I cannot remember when I first saw him: the little boy in the yellow hat. He sold newspapers on the main road in Defense (a highly lucrative place for him to position himself) and he would be there, mostly sweating in the heat but occasionally shivering in the cold with an oversized yellow hat falling over his forehead and ears.
He was probably a few years younger than me. When I was in Class 4 or 5 and, for about a year, I saw him every day. Everything about him was as bright as his yellow hat and sometimes he would smile at me aloofly and I would smile back, equally disengaged. He made me somewhat uncomfortable in my temperature-controlled car. Seeing him almost always made the intensely familiar images around me appear extremely distant.
One day, towards the end of high school, I passively observed a gangly teenager with a blotchy face selling newspapers on the main road of Defense. He was there again the next day, and he was wearing a yellow hat. It was mangy looking, less bright and fit a little better than I remembered it.
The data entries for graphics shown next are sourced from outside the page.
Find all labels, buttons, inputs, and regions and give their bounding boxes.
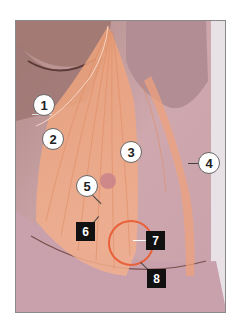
anatomy-photo <box>15 20 226 313</box>
label-5: 5 <box>76 175 98 197</box>
label-2: 2 <box>42 128 64 150</box>
label-6: 6 <box>76 222 95 241</box>
leader-line-7 <box>133 240 147 241</box>
label-8: 8 <box>147 269 166 288</box>
label-3: 3 <box>120 141 142 163</box>
label-1: 1 <box>33 94 55 116</box>
photo-illustration <box>16 21 226 313</box>
label-7: 7 <box>146 231 165 250</box>
label-4: 4 <box>198 152 220 174</box>
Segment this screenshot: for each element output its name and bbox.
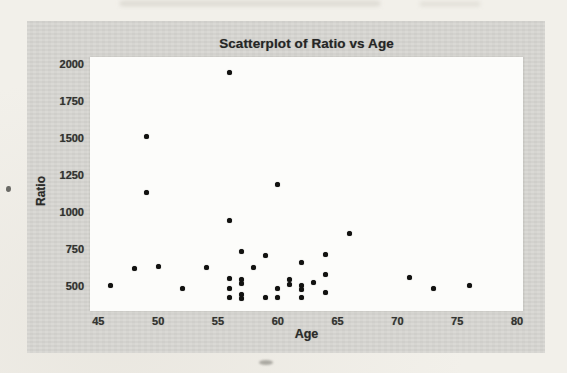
scan-artifact bbox=[6, 186, 11, 192]
data-point bbox=[227, 276, 232, 281]
data-point bbox=[144, 190, 149, 195]
y-tick-label: 500 bbox=[40, 280, 84, 292]
data-point bbox=[275, 295, 280, 300]
data-point bbox=[287, 282, 292, 287]
data-point bbox=[239, 281, 244, 286]
scan-artifact bbox=[420, 2, 480, 6]
scan-artifact bbox=[120, 1, 380, 6]
x-tick-label: 70 bbox=[382, 315, 412, 327]
scatterplot-figure: Scatterplot of Ratio vs Age Ratio 200017… bbox=[27, 21, 545, 353]
data-point bbox=[263, 253, 268, 258]
data-point bbox=[275, 286, 280, 291]
data-point bbox=[275, 182, 280, 187]
data-point bbox=[323, 290, 328, 295]
data-point bbox=[108, 283, 113, 288]
y-tick-label: 2000 bbox=[40, 58, 84, 70]
plot-area bbox=[90, 57, 523, 311]
y-tick-label: 750 bbox=[40, 243, 84, 255]
chart-title: Scatterplot of Ratio vs Age bbox=[90, 36, 523, 51]
data-point bbox=[227, 286, 232, 291]
data-point bbox=[299, 295, 304, 300]
y-tick-label: 1250 bbox=[40, 169, 84, 181]
y-tick-label: 1000 bbox=[40, 206, 84, 218]
data-point bbox=[180, 286, 185, 291]
x-axis-label: Age bbox=[90, 327, 523, 341]
data-point bbox=[299, 260, 304, 265]
data-point bbox=[132, 266, 137, 271]
data-point bbox=[311, 280, 316, 285]
data-point bbox=[431, 286, 436, 291]
scan-artifact bbox=[259, 360, 273, 365]
data-point bbox=[227, 70, 232, 75]
data-point bbox=[227, 218, 232, 223]
data-point bbox=[156, 264, 161, 269]
x-tick-label: 55 bbox=[203, 315, 233, 327]
data-point bbox=[239, 249, 244, 254]
y-tick-label: 1750 bbox=[40, 95, 84, 107]
data-point bbox=[347, 231, 352, 236]
data-point bbox=[263, 295, 268, 300]
data-point bbox=[204, 265, 209, 270]
x-tick-label: 80 bbox=[502, 315, 532, 327]
x-tick-label: 75 bbox=[442, 315, 472, 327]
x-tick-label: 45 bbox=[83, 315, 113, 327]
data-point bbox=[251, 265, 256, 270]
data-point bbox=[467, 283, 472, 288]
x-tick-label: 50 bbox=[143, 315, 173, 327]
data-point bbox=[227, 295, 232, 300]
x-tick-label: 65 bbox=[323, 315, 353, 327]
x-tick-label: 60 bbox=[263, 315, 293, 327]
document-page: Scatterplot of Ratio vs Age Ratio 200017… bbox=[0, 0, 567, 373]
y-tick-label: 1500 bbox=[40, 132, 84, 144]
data-point bbox=[239, 296, 244, 301]
data-point bbox=[144, 134, 149, 139]
data-point bbox=[323, 272, 328, 277]
data-point bbox=[323, 252, 328, 257]
data-point bbox=[407, 275, 412, 280]
data-point bbox=[299, 287, 304, 292]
And so, on that unseasonably clear day in December, I rolled down my window so that everything looked more three-dimensional than before. When he approached the window, thinking I wanted to buy a newspaper, I asked him if he had worked this road as a child. He simply shrugged, seemed mildly puzzled, and said: “I’m here every day.”
The traffic light turned green and I sank back into my seat, watching the slowly ascending car window unite a bifurcated world. He went back to work as we drove away.
I’m sure that our encounter was not nearly the most confusing thing in his life. He had been there every day, I had just stopped noticing.
Amar Alam is a writer, editor and educator based in Lahore, Pakistan.